The hallmarks or procedural reflection are:
8Object language = meta language.
8User-extensible processor.
8Infinity of separate processing levels.
8Explicit access to processor.
8Multiple viewpoints of a computation.
It is possible to formulate accounts (processors) that are user-extensible so that not only can a program gain access to data structures that encode its normally implicit state but also use these structures to change the course of the program’s computation in ways not necessarily even expressible at the object level.
[What use is a m.l. account and hooking into it? Places on firm foundations several aspects of real language systems: extensible w.r.t. control structures, debugging systems, explicit EVAL and environments.]
The ideas of procedural reflection are quite simple. One way to see it is to take as the goal the design of a programming languages that can access, in a clean and principled way, all those implementation-level structures e.g., the code, the symbol tables, and the execution stacks that would be required to implement a debugger for the language within that language. The approach taken is that the user’s program is always being run indirectly by this other program, called the processor program. Information implicit at the user’s level is made explicit in this program.
The question that immediately arises is what should the meta language look like? Although it is conceivable to use a meta language different from the object level one, this is arguably uninteresting because it would not be possible to reflect on the processing of the meta level programs (unless, of course, there was a meta meta language, ...). When the object language and the meta language are one and the same, the processor program is termed a meta-circular processor program for the language. If the identity of the object and meta language is taken completely seriously {Note 0}, it follows that above each processor level there must be another processor that is ‘‘meta’’ to it. Although at each meta level the same program is being run (the code for the processor), each level has its own local state. In a procedurally reflective language, the meta-circular processor program that is build in to the language is called the reflective processor program.

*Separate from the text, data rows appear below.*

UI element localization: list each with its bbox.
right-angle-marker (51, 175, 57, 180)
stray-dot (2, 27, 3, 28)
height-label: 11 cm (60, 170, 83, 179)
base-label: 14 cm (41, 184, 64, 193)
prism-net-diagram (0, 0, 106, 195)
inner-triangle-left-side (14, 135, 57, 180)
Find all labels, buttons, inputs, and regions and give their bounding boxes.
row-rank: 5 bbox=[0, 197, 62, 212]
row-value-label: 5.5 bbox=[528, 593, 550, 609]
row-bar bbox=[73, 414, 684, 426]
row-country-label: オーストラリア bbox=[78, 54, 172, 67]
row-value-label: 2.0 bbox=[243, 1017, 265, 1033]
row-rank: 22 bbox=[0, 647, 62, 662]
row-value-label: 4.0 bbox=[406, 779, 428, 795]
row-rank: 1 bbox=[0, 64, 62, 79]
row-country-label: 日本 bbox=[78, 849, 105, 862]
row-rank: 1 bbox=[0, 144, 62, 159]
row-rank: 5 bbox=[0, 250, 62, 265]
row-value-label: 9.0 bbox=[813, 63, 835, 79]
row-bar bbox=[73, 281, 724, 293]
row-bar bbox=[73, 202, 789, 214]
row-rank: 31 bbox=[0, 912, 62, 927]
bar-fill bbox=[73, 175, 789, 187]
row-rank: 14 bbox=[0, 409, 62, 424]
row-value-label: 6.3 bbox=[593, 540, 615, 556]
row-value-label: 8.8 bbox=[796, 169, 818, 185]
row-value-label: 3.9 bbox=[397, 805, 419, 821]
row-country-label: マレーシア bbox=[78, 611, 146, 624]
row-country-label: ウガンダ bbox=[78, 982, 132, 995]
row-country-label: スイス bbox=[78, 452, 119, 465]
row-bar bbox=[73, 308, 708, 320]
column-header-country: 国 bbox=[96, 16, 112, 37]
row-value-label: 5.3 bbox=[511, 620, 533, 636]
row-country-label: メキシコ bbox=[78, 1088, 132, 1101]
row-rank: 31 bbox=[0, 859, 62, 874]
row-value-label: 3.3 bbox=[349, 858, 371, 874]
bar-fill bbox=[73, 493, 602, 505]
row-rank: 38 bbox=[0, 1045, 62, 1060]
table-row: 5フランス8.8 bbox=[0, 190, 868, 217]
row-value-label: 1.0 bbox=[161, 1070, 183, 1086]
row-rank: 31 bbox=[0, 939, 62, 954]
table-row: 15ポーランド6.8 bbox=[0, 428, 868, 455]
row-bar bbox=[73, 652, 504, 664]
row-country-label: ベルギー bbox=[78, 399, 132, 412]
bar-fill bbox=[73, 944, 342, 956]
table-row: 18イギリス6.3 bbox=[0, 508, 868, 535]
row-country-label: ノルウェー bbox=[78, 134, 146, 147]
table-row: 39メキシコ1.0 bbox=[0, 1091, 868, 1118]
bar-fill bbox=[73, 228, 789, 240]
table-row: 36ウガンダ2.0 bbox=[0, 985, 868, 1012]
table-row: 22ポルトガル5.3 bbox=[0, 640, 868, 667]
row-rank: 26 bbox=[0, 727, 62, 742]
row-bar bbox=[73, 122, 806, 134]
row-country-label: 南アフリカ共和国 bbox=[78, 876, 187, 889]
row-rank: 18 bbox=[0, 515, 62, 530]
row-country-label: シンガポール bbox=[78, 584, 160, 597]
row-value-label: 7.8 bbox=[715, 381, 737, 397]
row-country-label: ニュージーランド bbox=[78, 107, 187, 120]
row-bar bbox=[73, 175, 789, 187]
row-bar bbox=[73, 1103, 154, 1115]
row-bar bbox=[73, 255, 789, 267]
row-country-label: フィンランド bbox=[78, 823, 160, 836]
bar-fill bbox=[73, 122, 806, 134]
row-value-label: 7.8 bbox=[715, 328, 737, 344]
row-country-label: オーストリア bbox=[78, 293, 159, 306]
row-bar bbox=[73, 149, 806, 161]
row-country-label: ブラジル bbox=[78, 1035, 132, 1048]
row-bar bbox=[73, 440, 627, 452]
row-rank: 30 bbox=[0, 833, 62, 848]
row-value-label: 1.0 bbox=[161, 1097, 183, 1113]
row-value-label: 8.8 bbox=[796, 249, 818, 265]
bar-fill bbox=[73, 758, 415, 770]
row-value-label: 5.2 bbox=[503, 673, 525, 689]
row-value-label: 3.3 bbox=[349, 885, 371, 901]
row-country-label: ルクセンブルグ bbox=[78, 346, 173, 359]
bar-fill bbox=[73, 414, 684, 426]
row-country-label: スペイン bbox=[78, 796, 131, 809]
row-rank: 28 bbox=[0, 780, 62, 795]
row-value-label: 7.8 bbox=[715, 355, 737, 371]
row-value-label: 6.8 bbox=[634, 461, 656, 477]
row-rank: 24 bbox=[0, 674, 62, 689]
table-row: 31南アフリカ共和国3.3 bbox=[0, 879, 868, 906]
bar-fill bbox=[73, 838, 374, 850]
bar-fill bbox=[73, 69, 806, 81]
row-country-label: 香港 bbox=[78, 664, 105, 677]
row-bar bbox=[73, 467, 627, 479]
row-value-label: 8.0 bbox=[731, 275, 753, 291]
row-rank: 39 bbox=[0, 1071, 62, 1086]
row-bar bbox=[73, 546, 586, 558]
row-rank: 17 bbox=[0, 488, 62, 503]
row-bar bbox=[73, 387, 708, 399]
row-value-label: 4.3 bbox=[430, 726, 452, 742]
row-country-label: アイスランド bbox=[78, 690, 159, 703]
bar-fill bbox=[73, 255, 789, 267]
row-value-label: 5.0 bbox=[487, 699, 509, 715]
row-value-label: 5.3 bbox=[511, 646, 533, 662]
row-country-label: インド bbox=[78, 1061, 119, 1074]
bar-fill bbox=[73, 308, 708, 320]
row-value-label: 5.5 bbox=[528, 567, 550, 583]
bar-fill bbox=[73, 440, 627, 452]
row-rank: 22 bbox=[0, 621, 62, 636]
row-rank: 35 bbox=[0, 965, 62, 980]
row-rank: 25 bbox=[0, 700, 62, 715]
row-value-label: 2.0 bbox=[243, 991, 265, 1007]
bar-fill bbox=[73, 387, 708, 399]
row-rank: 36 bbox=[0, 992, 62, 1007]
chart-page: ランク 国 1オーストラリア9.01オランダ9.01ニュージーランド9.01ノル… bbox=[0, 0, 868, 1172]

Two problems are addressed in this paper. First, how is it possible to implement a procedurally reflective language, given the need for an infinite tower of processing levels? Much like the perceived threat of infinite regress posed by recursion, the infinite tower of processors can be discharged. Second, under what circumstances might efficient implementations be feasible? Different accounts (processors) will admit different implementations. One class of processors, the ‘‘tail-recursive’’ ones, have a particularly efficient implementation strategy.
The goal in the initial portion of the paper will be to expose those key ideas that underly all procedurally reflective architectures. It will be shown in the latter portion how these notions can be applied to 3-LISP, a procedurally reflective dialect of LISP [Smith82a, Smith84a, Smithand desRivieres84].
The following section looks at the infinite tower of processing, shows how it can be tamed, and outlines the properties that a processor should have if there is to be an efficient implementation. Section 3 contains a brief description of 3-LISP and introduces its form of procedural reflection. In sections 4 and 5 an efficient implementation of 3-LISP will be presented.